'ACL' Live Shots

Pat Green

Zilker Park, Saturday, Sept. 28, 8:45pm

Pat Green loves Texas. That much is obvious. Not counting songs in Saturday's set that overtly said so (i.e., Django Walker's "Texas on My Mind") he still fired off enough Lone Star references to fill the Cotton Bowl: barbecue, rodeos, dance halls, highways, Willie, etc. Incidentally, he also professes to enjoy drinking beer. Though arguably the premier practitioner of the diffidently named subgenre known as "Texas Music," Green's long-sleeved jersey, blue jeans, and bare feet made him look more like a Goo Goo Doll than the heir to Robert Earl Keen's "rowdy crowd." Likewise, the acoustic-strumming frontman and his seven-piece band's sound was country only if an obvious familiarity with Steve Earle's Guitar Town and the collected works of Lynyrd Skynyrd make it so. Green's musical roots lie squarely within the realm of Seventies and Eighties AOR; that helped explain the 20-minute medley of "Born to Be Wild," Tom Petty's "Runnin' Down a Dream," and the Doors' "L.A. Woman." But his own songs are the same: The bronco-busting "Texas in 1880" is closer to John Mellencamp than anything Guy Clark or Townes Van Zandt ever wrote, and recent regional hit "Three Days" is just REO Speedwagon's "Take It on the Run" with a bigger belt buckle. Green earned bonus points for a verbal swipe at chuckleheaded warmonger Toby Keith, but overall, he inadvertently revealed why he pays such heavy lip service to Texas in his songs: Otherwise, no one would know where he comes from. Nor would they care.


▸ What you have to do
Copy out exactly the line that contains "Locate an element on the screen. This" and all lines following it to the end of the data.

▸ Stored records
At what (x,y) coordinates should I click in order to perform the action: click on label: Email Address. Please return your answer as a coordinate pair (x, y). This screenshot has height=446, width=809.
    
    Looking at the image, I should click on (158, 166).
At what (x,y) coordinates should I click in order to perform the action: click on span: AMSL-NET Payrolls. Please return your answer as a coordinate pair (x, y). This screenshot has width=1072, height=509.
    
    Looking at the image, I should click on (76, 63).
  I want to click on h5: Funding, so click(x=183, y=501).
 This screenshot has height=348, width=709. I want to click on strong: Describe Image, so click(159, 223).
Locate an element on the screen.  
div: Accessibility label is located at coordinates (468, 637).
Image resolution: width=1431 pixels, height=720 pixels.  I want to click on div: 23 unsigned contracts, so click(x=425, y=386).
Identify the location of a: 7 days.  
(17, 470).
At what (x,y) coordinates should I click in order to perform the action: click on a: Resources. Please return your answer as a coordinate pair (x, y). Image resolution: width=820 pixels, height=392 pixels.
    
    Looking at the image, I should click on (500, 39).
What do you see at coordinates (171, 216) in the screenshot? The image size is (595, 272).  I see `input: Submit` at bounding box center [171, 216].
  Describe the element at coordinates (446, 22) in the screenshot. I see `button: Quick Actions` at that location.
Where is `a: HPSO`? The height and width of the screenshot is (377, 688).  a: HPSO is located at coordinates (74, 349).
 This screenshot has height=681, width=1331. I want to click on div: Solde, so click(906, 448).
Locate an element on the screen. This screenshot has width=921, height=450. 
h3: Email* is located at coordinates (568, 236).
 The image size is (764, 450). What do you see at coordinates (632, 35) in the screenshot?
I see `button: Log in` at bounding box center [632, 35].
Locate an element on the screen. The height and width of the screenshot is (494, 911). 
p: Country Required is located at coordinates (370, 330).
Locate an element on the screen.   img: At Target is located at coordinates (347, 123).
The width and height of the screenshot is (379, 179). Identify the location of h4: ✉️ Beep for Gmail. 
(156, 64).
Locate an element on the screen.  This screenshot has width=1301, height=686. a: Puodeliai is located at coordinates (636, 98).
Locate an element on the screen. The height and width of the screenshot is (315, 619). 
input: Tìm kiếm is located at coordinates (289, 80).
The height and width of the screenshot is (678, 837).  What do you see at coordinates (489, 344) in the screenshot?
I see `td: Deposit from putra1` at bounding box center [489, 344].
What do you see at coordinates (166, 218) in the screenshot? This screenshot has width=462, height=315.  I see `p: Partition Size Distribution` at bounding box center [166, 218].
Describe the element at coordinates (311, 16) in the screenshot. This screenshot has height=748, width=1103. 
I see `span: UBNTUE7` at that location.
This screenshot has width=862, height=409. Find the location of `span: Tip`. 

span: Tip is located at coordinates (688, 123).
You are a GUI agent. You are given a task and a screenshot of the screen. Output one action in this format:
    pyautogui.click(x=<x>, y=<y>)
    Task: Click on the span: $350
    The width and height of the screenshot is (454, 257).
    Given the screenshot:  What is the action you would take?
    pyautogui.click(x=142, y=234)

▸ Your solution
Locate an element on the screen. This screenshot has width=921, height=450. 
h3: Email* is located at coordinates (568, 236).
 The image size is (764, 450). What do you see at coordinates (632, 35) in the screenshot?
I see `button: Log in` at bounding box center [632, 35].
Locate an element on the screen. The height and width of the screenshot is (494, 911). 
p: Country Required is located at coordinates (370, 330).
Locate an element on the screen.   img: At Target is located at coordinates (347, 123).
The width and height of the screenshot is (379, 179). Identify the location of h4: ✉️ Beep for Gmail. 
(156, 64).
Locate an element on the screen.  This screenshot has width=1301, height=686. a: Puodeliai is located at coordinates (636, 98).
Locate an element on the screen. The height and width of the screenshot is (315, 619). 
input: Tìm kiếm is located at coordinates (289, 80).
The height and width of the screenshot is (678, 837).  What do you see at coordinates (489, 344) in the screenshot?
I see `td: Deposit from putra1` at bounding box center [489, 344].
What do you see at coordinates (166, 218) in the screenshot? This screenshot has width=462, height=315.  I see `p: Partition Size Distribution` at bounding box center [166, 218].
Describe the element at coordinates (311, 16) in the screenshot. This screenshot has height=748, width=1103. 
I see `span: UBNTUE7` at that location.
This screenshot has width=862, height=409. Find the location of `span: Tip`. 

span: Tip is located at coordinates (688, 123).
You are a GUI agent. You are given a task and a screenshot of the screen. Output one action in this format:
    pyautogui.click(x=<x>, y=<y>)
    Task: Click on the span: $350
    The width and height of the screenshot is (454, 257).
    Given the screenshot:  What is the action you would take?
    pyautogui.click(x=142, y=234)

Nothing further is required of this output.